If you had some older SATA cables laying around, these don't work. The
standard calls for external SATA cables which have a different beefier
plug that pushes on a little further. If you didn't get these and
you're running a SATA2 connnection WAY faster than USB 2 then you can
find the right cables or adapters in large retail computer stores,
like Fry's, or on the web. You can also get backplanes that screw
into a empty external slot opening.

Nice closeup of the difference:

http://www.satacable.com/
 
G

Guest

Hi,

I am using the SATA cables that came with the drive and enclosure and cannot
get them to work. I don't know what kind of cables I need all I know is what
I have doesn't work, and my pci card says nothing about needing to buy
anything additional to attach my drive
 
A

Adam Albright

Hi,

I am using the SATA cables that came with the drive and enclosure and cannot
get them to work. I don't know what kind of cables I need all I know is what
I have doesn't work, and my pci card says nothing about needing to buy
anything additional to attach my drive

Lets backtrack a bit.

1. Are both ends of the cable you got the exact same?
2. Can you plug either end into your drive or controller card?
3. Do you have any SATA ports on our motherboard?

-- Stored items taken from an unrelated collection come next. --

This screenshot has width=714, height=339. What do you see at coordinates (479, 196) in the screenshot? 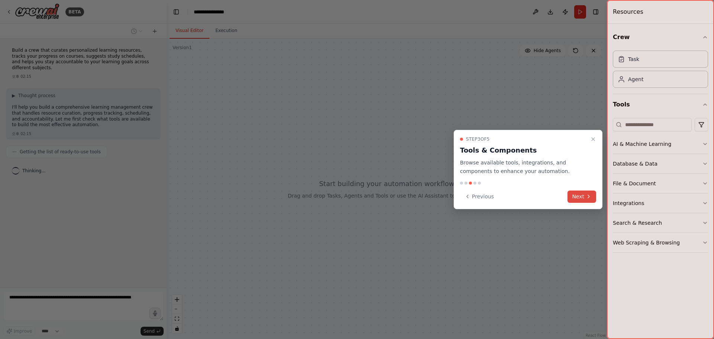
I see `button: Previous` at bounding box center [479, 196].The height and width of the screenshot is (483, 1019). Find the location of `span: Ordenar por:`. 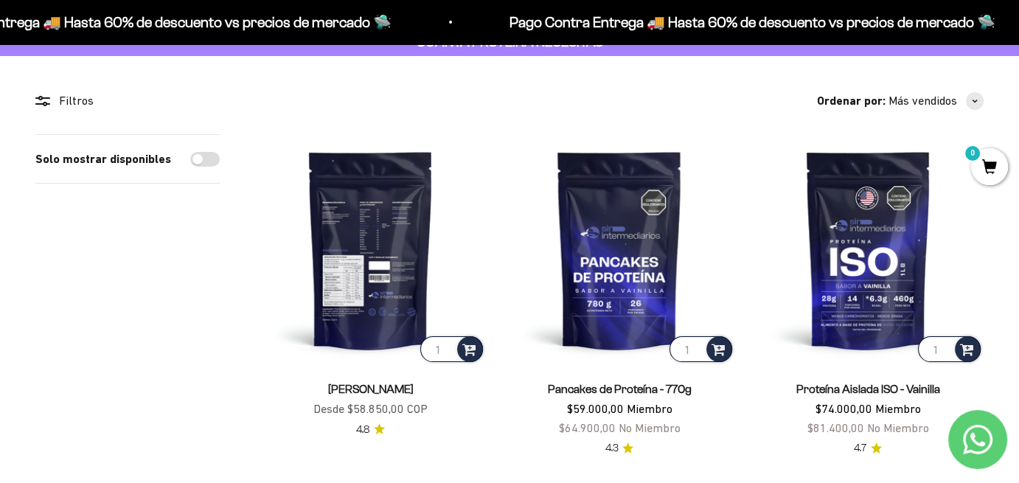

span: Ordenar por: is located at coordinates (851, 101).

When I was researching the topic before I bought several external SATA
drives myself awhile back I read a couple articles where some vendor
put the wrong cables in the box by mistake. So that could have
happened.

It sounds like they gave you INTERNAL SATA cables. The only real
difference you can see is the connector often has a little metal band
running across it while internals don't always. If you have both a
internal and a external in your hand you can see the external variety
has a slightly deeper opening in the connector shell which allows it
to be pushed onto a SATA port just a fraction of a inch further. They
aren't interchangable.

The reason I asked if you have any SATA ports build into your MB is if
you can get your cable pushed into those without forcing, then for
sure you don't have the right cable.
 
G

Guest

HI,

Both ends of the cable are exactly the same and I can plug either end into
the drive enclosure and computer. I have sata on my motherboard but I am not
planning on using that as its only SATA1 and I want to use my SATA 2 drive ,
which is why I bought a SATA 2 pci card and installed it. Also, some other
cable came with this drive as I mentioned . These are not internal cables .
 
G

Guest

Should I try plugging the cable into the mobo?

Adam Albright said:
Lets backtrack a bit.

1. Are both ends of the cable you got the exact same?
2. Can you plug either end into your drive or controller card?
3. Do you have any SATA ports on our motherboard?

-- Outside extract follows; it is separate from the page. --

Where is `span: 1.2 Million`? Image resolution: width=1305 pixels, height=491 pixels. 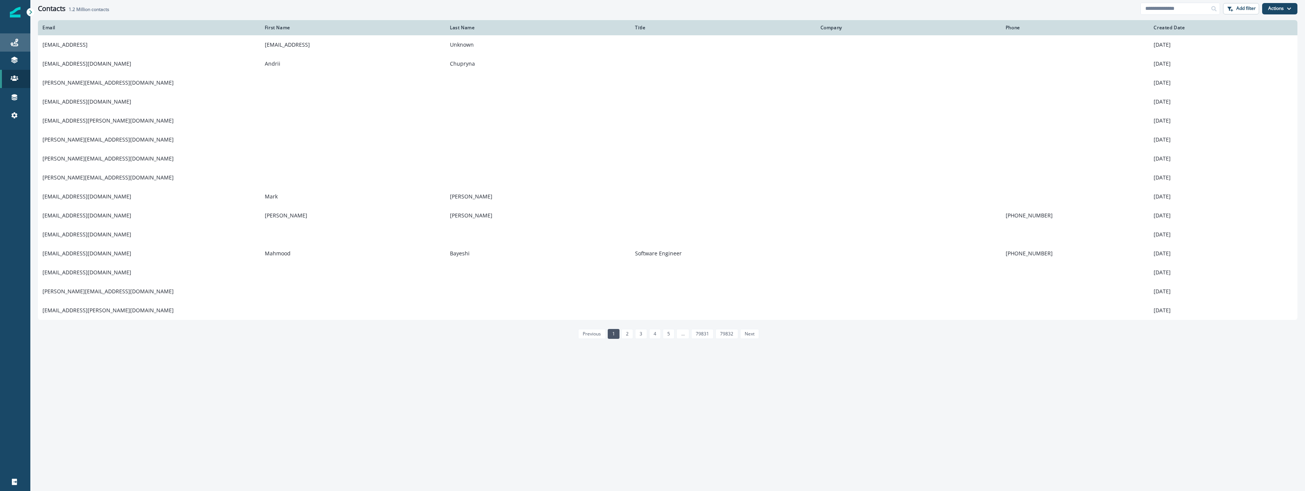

When I was researching the topic before I bought several external SATA
drives myself awhile back I read a couple articles where some vendor
put the wrong cables in the box by mistake. So that could have
happened.

It sounds like they gave you INTERNAL SATA cables. The only real
difference you can see is the connector often has a little metal band
running across it while internals don't always. If you have both a
internal and a external in your hand you can see the external variety
has a slightly deeper opening in the connector shell which allows it
to be pushed onto a SATA port just a fraction of a inch further. They
aren't interchangable.

The reason I asked if you have any SATA ports build into your MB is if
you can get your cable pushed into those without forcing, then for
sure you don't have the right cable.
 
A

Adam Albright

Should I try plugging the cable into the mobo?

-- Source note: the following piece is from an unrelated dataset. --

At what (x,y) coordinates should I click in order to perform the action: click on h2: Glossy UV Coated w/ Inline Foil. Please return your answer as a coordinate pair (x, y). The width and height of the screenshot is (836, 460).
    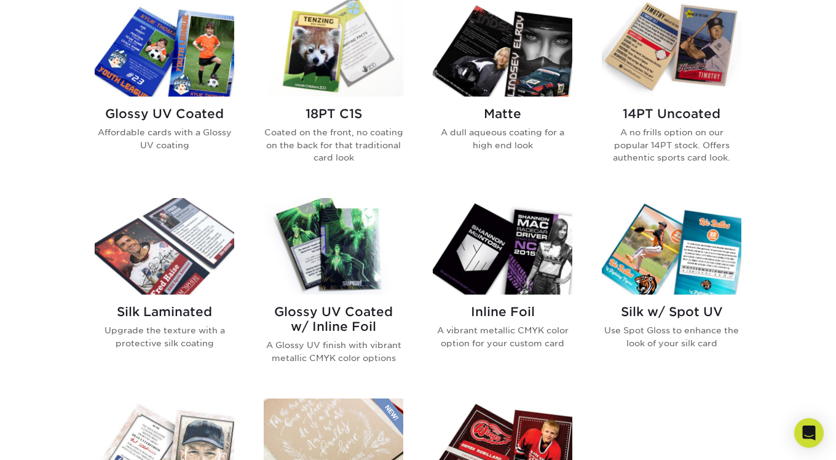
    Looking at the image, I should click on (333, 319).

It is one way to see if the cables are internal or external. I haven't
seen a internal port yet that wasn't made to accept internal SATA
cables. You typically need a external rated SATA cable (also called
eSATA) to connect your external drive to some backplane which then
converts to internal SATA or plugs into some card. Even if your
internal SATA ports only run on SATA-1, at least you get to first
base. I'm responding to your original question where you said you
can't get the drive to work. It is either a cable problem or a driver
problem or perhaps a BIOS issue or Windows simply don't see them. Ihad
that problem myself and for now I'm just running them as USB 2.
 
G

Guest

Hi,

Thank you for all your help. It turns out all I had to do was plug in my
drive when it was off and the computer was off, then try booting up.